Other Poet’s Walk locations in Spotsylvania, Fredericksburg, and Loudoun Counties are either open or under construction. Land Use Planner Christine Gleckner recently obtained zoning approvals for a 168-bed facility in the Oaklawn mixed-use development in the Town of Leesburg, and Land Use Planner Bill Keefe is currently assisting Silver Companies to gain legislative land use approvals for a Poet’s Walk facility in Loudoun County’s Lansdowne planned community.

Takings & Raisins

Source: Carl Davies, CSIRO
Source: Carl Davies, CSIRO

On June 22, in one of its last opinions of the 2015 term, the U.S. Supreme Court handed down a decision in Horne v. Department of Agriculture. This case has to do with what are called per se takings in the form of actual physical acquisition of property as opposed to regulatory exactions. The case, involving raisins of all things, has the potential to affect matters like affordable housing ordinances (to the extent that statute or ordinance requires that a developer either pay for, or actually provide, such affordable housing at prices that do not recover the costs of construction). At the very least, it will lead to further litigation regarding such topics.

It appears that the New Deal Agricultural Marketing Agreement Act of 1937 authorizes the Secretary of Agriculture to promulgate marketing orders to help maintain stable markets for particular agricultural products. The Raisin Administrative Committee (!) established to impose a reserve requirement that growers set aside a certain percentage of their raisins for the account of the government free of charge is such a marketing order. The Act allows the government to make use of those raisins by selling them in noncompetitive markets, donating them, or disposing of them by any means consistent with the purposes of the program—including destroying them. If any profits are left over after subtracting the government’s expenses, the net proceeds are redistributed to the raisin growers. In 2002–03, raisin growers were required to set aside 47 percent of their raisin crop under the reserve requirement and between 2003 and 2004, 30 percent.

In Horne v. Department of Agriculture, raisin growers Mr. and Mrs. Marvin Horne and their family refused to set aside any raisins for the government on the grounds that the reserve requirement was an unconstitutional taking of their property without just compensation. The government fined them the fair market value of their reserve requirement as well as additional civil penalties for their failure to obey the raisin marketing order.
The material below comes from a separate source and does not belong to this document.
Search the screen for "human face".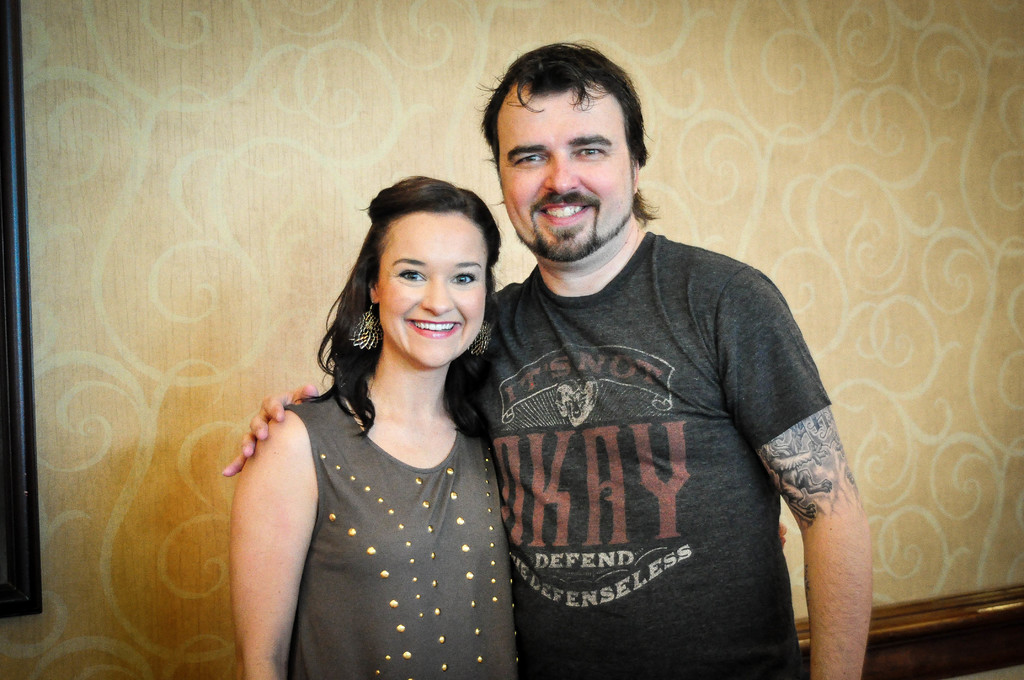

The Hornes sued and the Ninth Circuit held that the reserve requirement was not a per se Fifth Amendment taking because personal property is afforded less protection under the Takings Clause than real property, and because the Hornes, who retained an interest in any net proceeds, were not completely divested of their property. The Court of Appeals held that, just as in cases allowing the government to set conditions on land use and development, the government imposed a condition (the reserve requirement) in exchange for a government benefit (an orderly raisin market). It held that the Hornes could avoid relinquishing large percentages of their crop by “planting different crops.”

The Supreme Court reversed, holding that the Fifth Amendment requires the government pay just compensation when it takes personal property, exactly as when it takes real property. Any net proceeds the raisin growers receive from the sale of the reserve raisins only goes toward the compensation they received for that taking—it does not mean the raisins have not been appropriated for government use. Nor can the government make raisin growers relinquish their property without just compensation as a condition of selling their raisins in interstate commerce.

The decision and the salient elements of the opinion are available here.